**Task statement:**
I need the lines from the one holding "Describe the element" to the last line of the data below repeated exactly, both included, without pictures.

**Data for analysis:**
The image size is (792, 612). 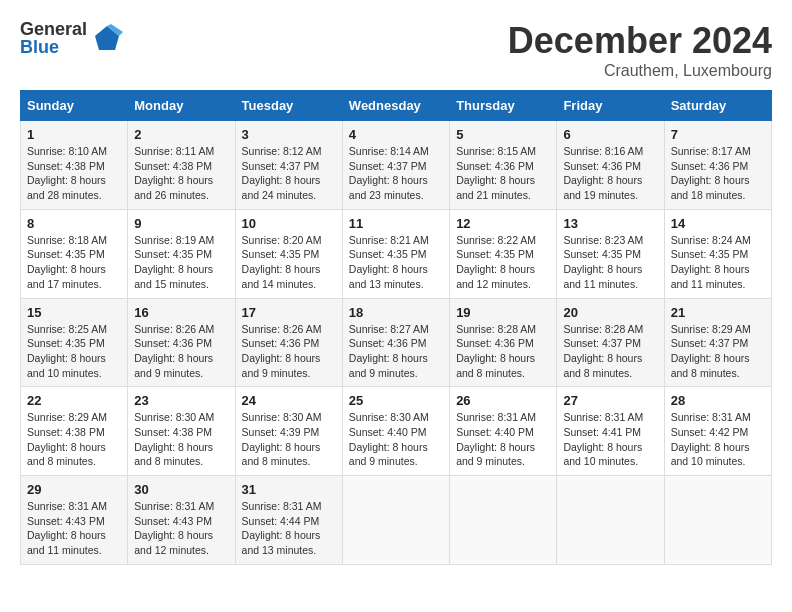 I want to click on day-detail: Sunrise: 8:22 AMSunset: 4:35 PMDaylight:…, so click(x=496, y=262).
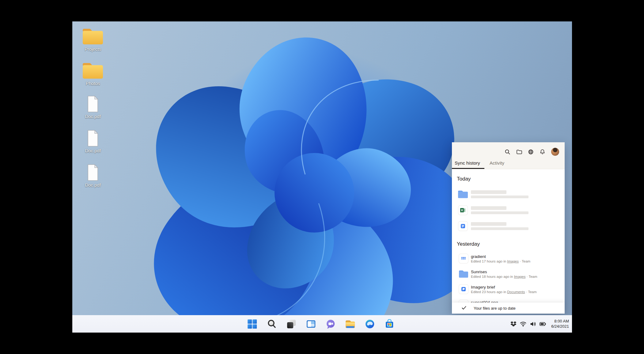  I want to click on clock-time: 8:00 AM, so click(560, 321).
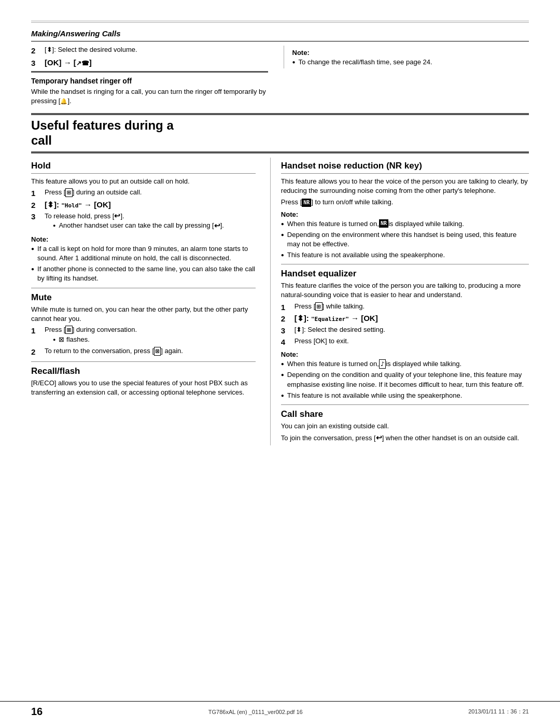 The width and height of the screenshot is (560, 728). I want to click on hold-key1: ⊞, so click(68, 192).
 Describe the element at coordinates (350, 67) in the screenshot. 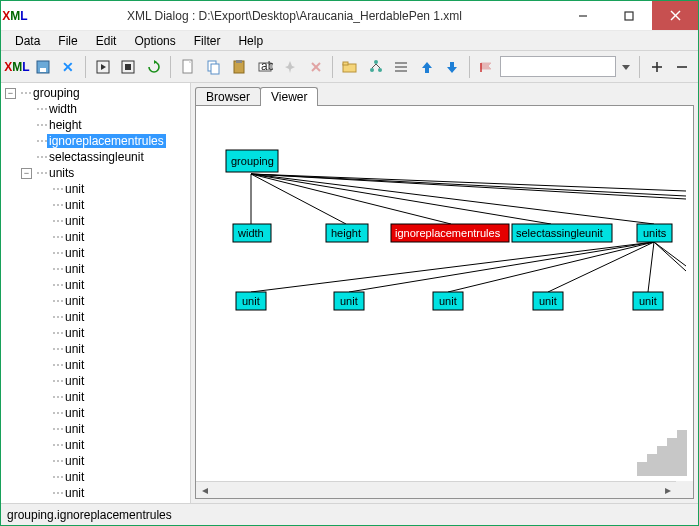

I see `folder-icon` at that location.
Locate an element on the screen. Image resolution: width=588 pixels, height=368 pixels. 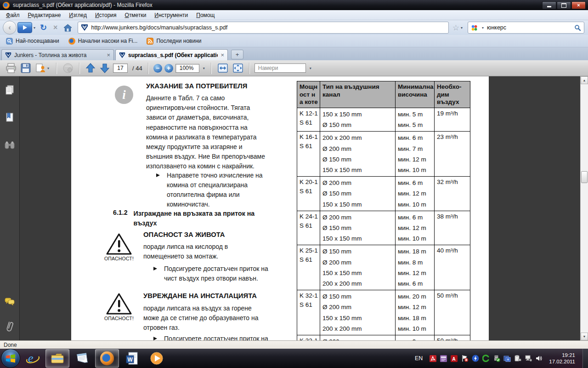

**Written answer:**
 Describe the element at coordinates (350, 67) in the screenshot. 

I see `folder-icon` at that location.
Locate an element on the screen. Image resolution: width=588 pixels, height=368 pixels. 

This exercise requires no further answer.